TASK TO COMPLETE — Word for word, restate the entries below and exclude every image.

-------- EXERCISE INPUT

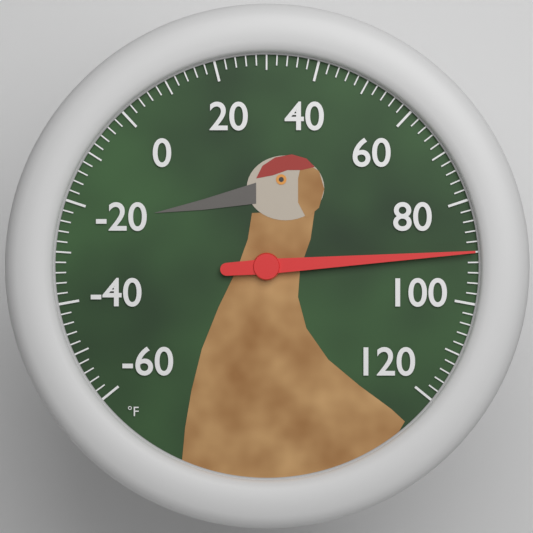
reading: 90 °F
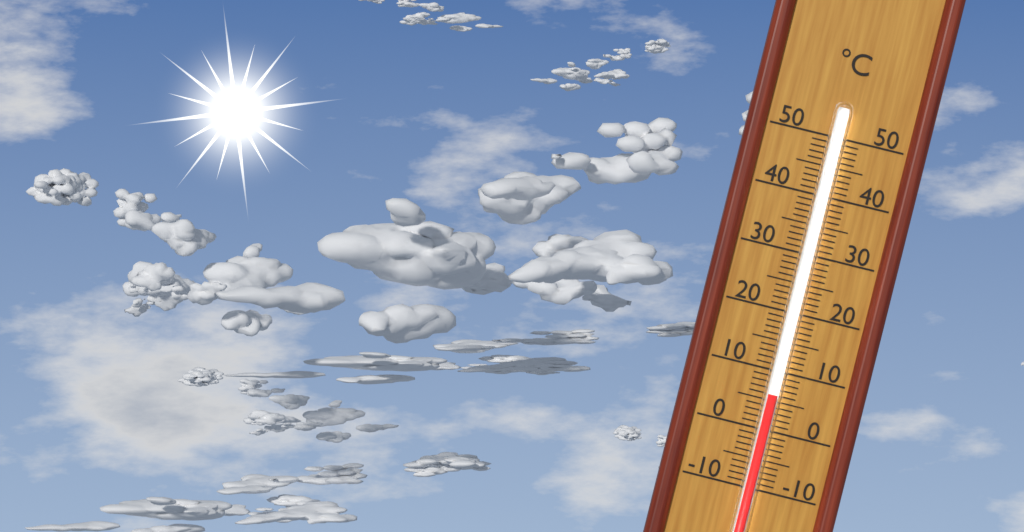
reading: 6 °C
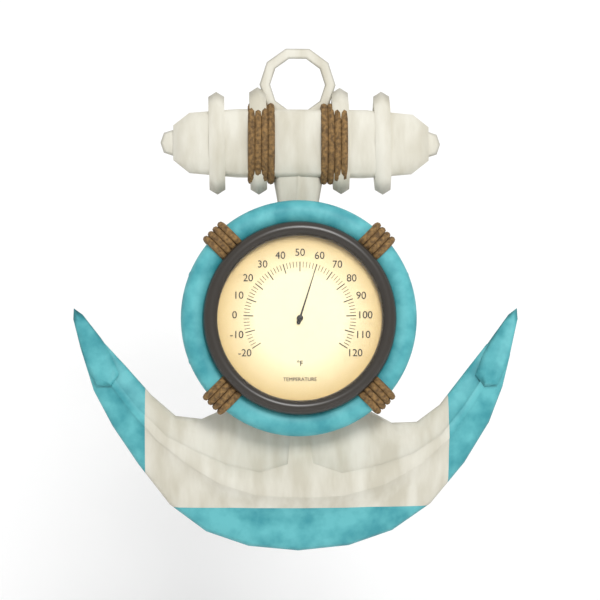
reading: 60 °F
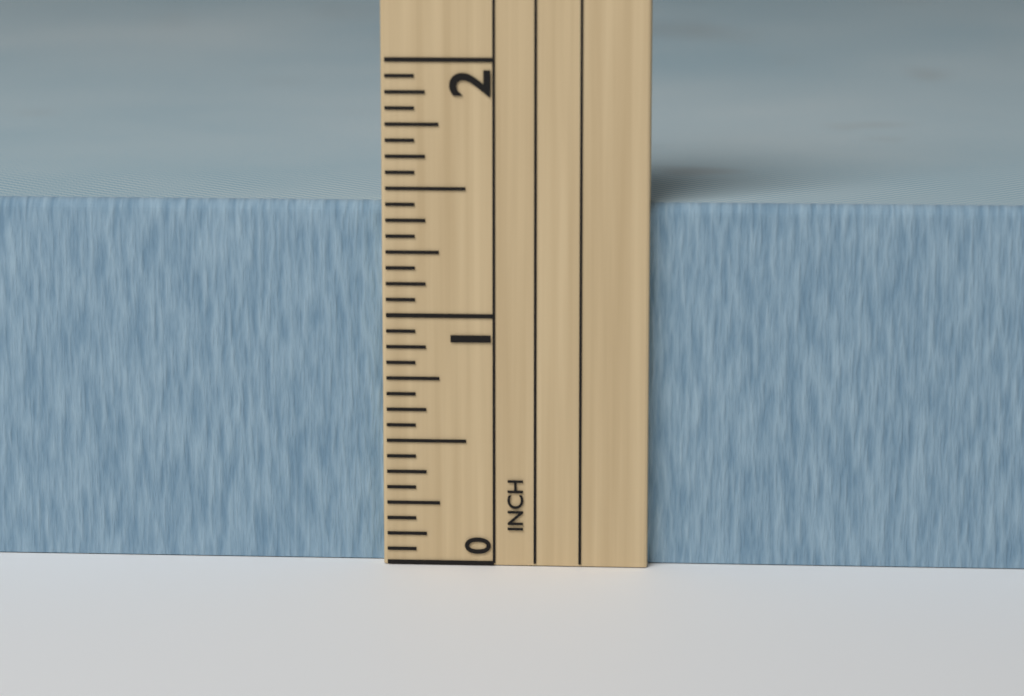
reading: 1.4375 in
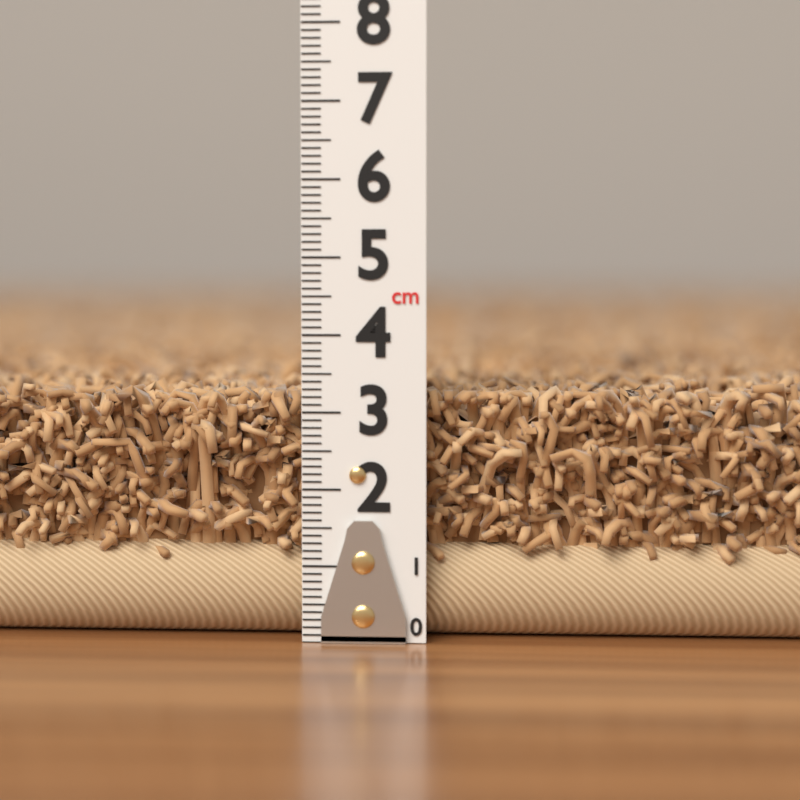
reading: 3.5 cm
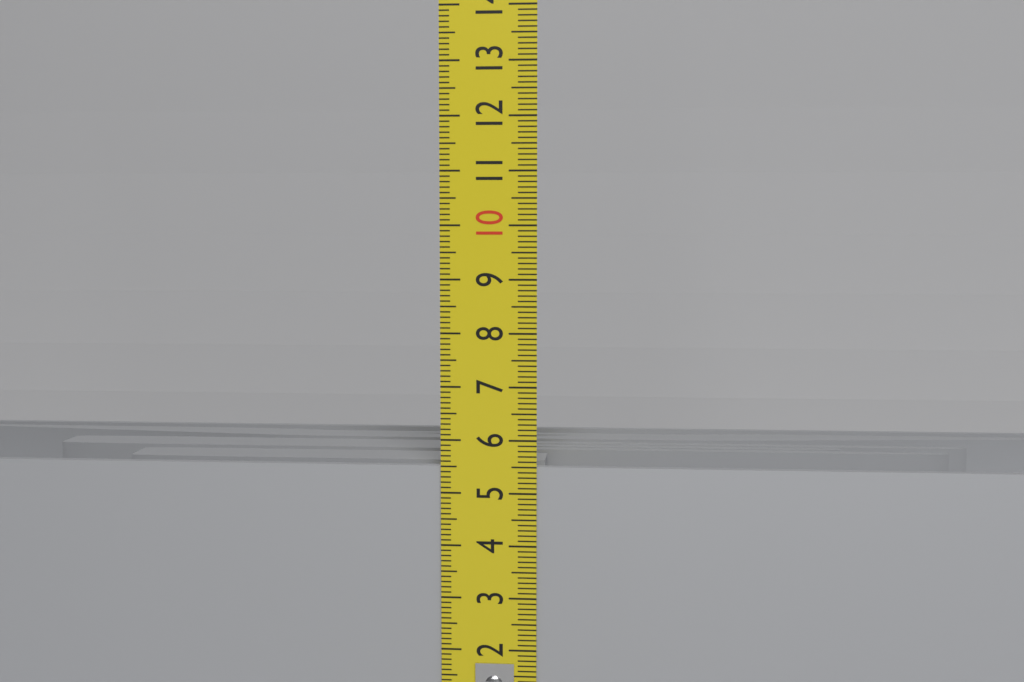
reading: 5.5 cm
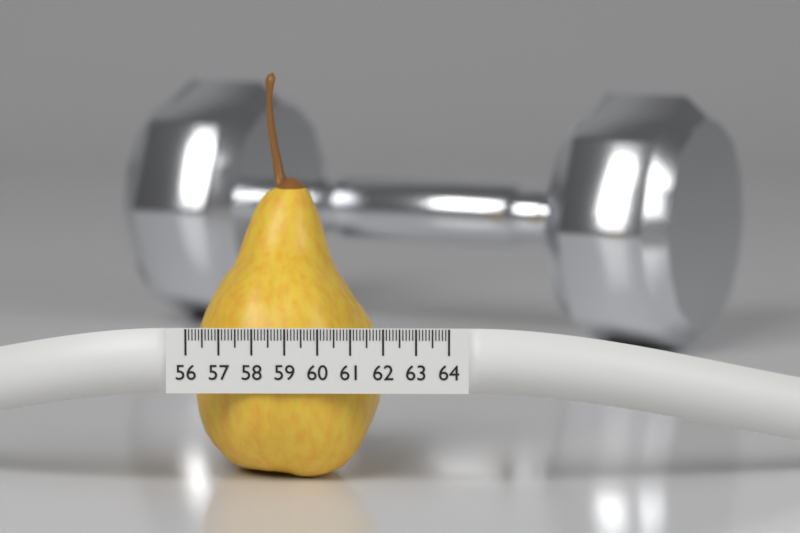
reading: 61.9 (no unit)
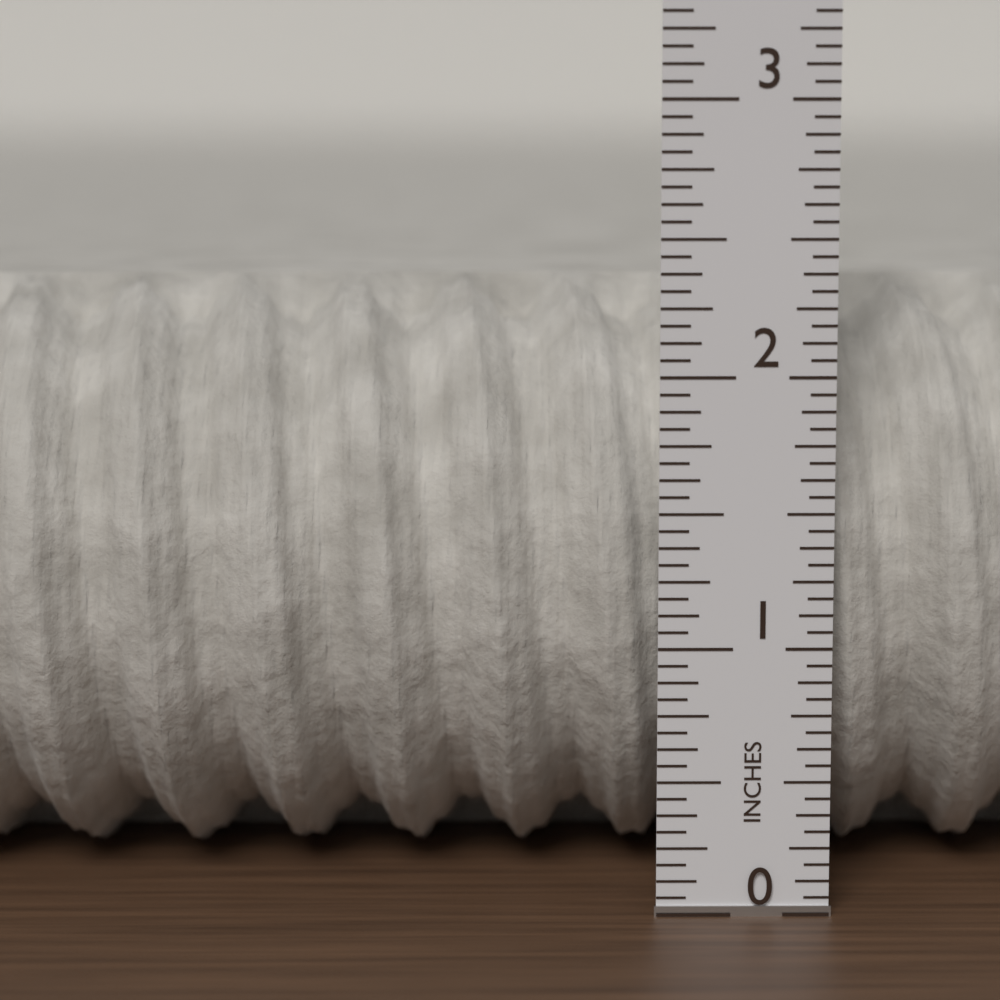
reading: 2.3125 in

----------------

TASK RESPONSE —
reading: 90 °F
reading: 6 °C
reading: 60 °F
reading: 1.4375 in
reading: 3.5 cm
reading: 5.5 cm
reading: 61.9 (no unit)
reading: 2.3125 in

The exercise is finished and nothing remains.